With logic like this, who needs drooling blather?
David Broder says Harry Reid’s inept but offers no evidence that his judgment’s ever been wrong. One conclusion:
Given the way the Constitution divides warmaking power between the president, as commander in chief, and Congress, as sole source of funds to support the armed services, it is essential that at some point Reid and House Speaker Nancy Pelosi be able to negotiate with the White House to determine the course America will follow until a new president takes office.
To say that Reid has sent conflicting signals about his readiness for such discussions is an understatement. It has been impossible for his own members, let alone the White House, to sort out for more than 24 hours at a time what ground Reid is prepared to defend.
Had Broder been paying attention, he’d recognize that Bush lacks any capacity to negotiate on the war. He’s rejected every alternative except continuing no matter which side of the partisan divide has told him to end the war.
There is nothing ‘essential’ in pursuing the futile exercise of negotiating with a single-minded fool. The only course left for Reid is to keep talking the truth, while Bush’s legislative sycophants keep digging their brown noses deep into his posterior.
Because the bigger war is the war to restore sanity to our government. And Reid is displaying leadership in that effort. It was only last year I doubted that Reid could set aside his centrist values to provide that degree of leadership. And now that he’s doing so, Broder claims he’s confusing everyone. While making it clear that the real solutions must wait ‘until a new president takes office.’
Broder rightly offers evidence of the ineptitude of Gonzalez and Bush. Unwittingly, by quoting Reid, he makes Reid look pretty astute.
I’ve given up trying to determine why Broder’s still a syndicated columnist. I can only assume that managing editors of many newspapers are regularly bribed by Broder to overlook the fact that he’s lost his battle against dementia.
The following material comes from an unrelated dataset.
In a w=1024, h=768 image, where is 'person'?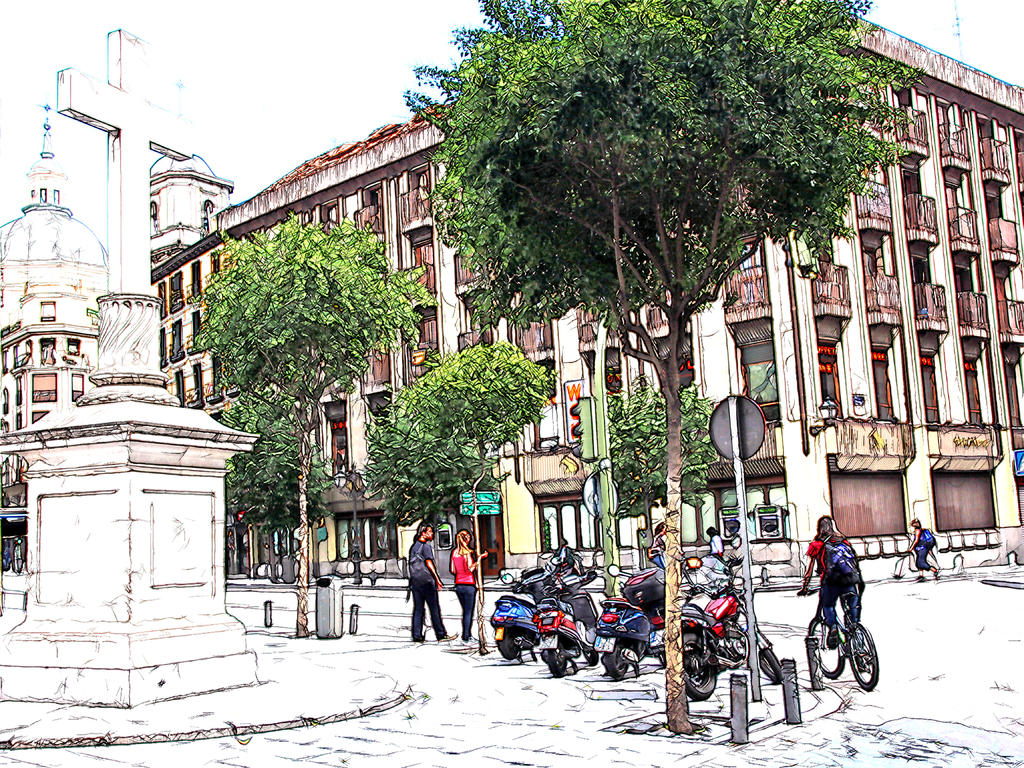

People think of Broder as the ‘Dean’ of the Washington press corps because of things he did in the 60s and 70s. But the man he is today is much more a product of the long conservative ascendancy of the last three decades — an ascendancy still very much alive in the town’s journalistic and editorial elite. You can hear the animus more and more sharply in this columns as his inability to grasp the political moment becomes more and more clear.



April 26th, 2007 at 7:30 am
Broder’s just a flat, thin surface that shakes whenever the Wurlitzer is revved up.
OT, Kevin, but did you send me an email this week? Because I thought you did and I accidentally deleted it. Could you resend?